DIRECTIONS.
Could you restate word for word every line from the one containing "Locate an element on the screen." to the end of the data below, pictures excluded?

INFORMATION.
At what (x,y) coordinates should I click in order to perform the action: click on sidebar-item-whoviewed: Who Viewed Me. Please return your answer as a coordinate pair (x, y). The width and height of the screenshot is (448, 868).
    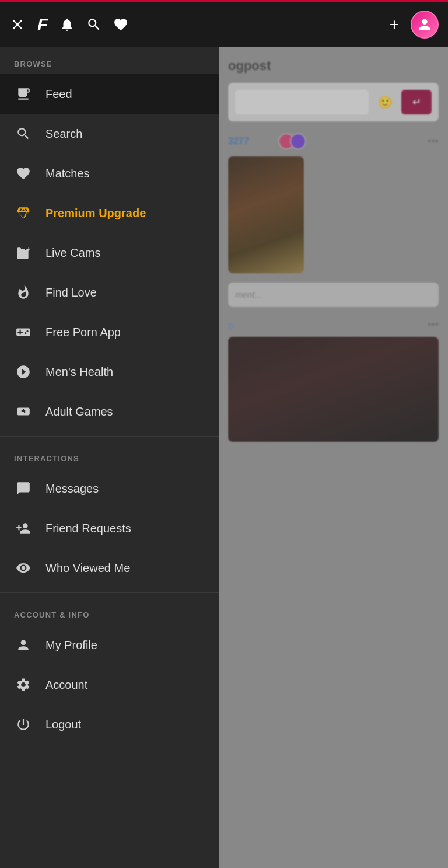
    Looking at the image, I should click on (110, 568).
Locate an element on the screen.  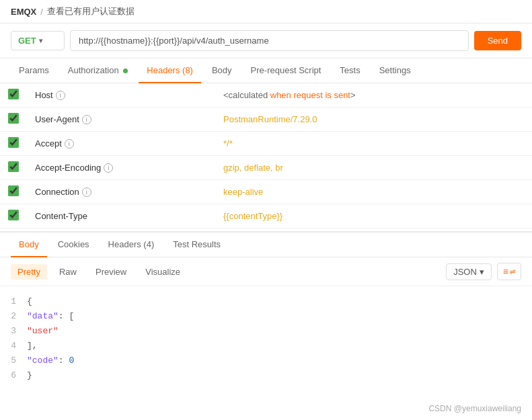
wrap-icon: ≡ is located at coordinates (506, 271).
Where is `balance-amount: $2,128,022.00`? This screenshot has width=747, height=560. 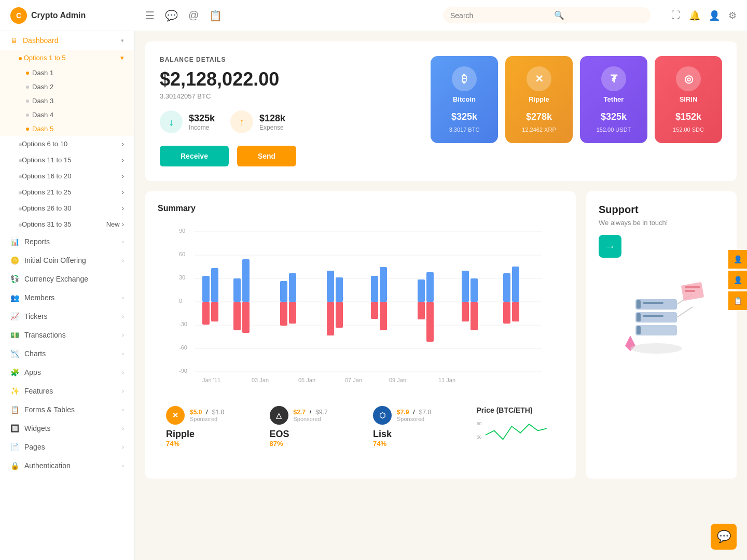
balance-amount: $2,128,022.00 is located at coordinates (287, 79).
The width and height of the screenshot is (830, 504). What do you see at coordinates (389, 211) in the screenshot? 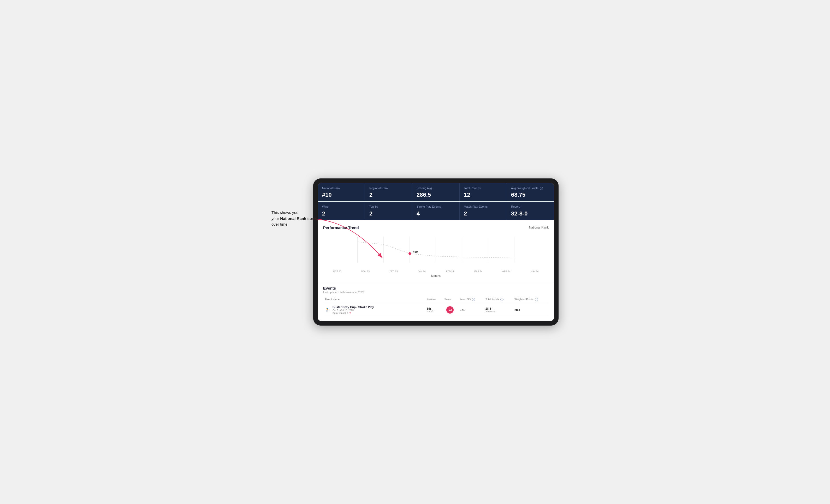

OUTPUT OF THE EXERCISE.
Locate an element on the screen.  
wrap-icon: ≡ is located at coordinates (506, 271).
Where is `balance-amount: $2,128,022.00`? This screenshot has width=747, height=560. 
balance-amount: $2,128,022.00 is located at coordinates (287, 79).
The width and height of the screenshot is (830, 504). What do you see at coordinates (389, 211) in the screenshot? 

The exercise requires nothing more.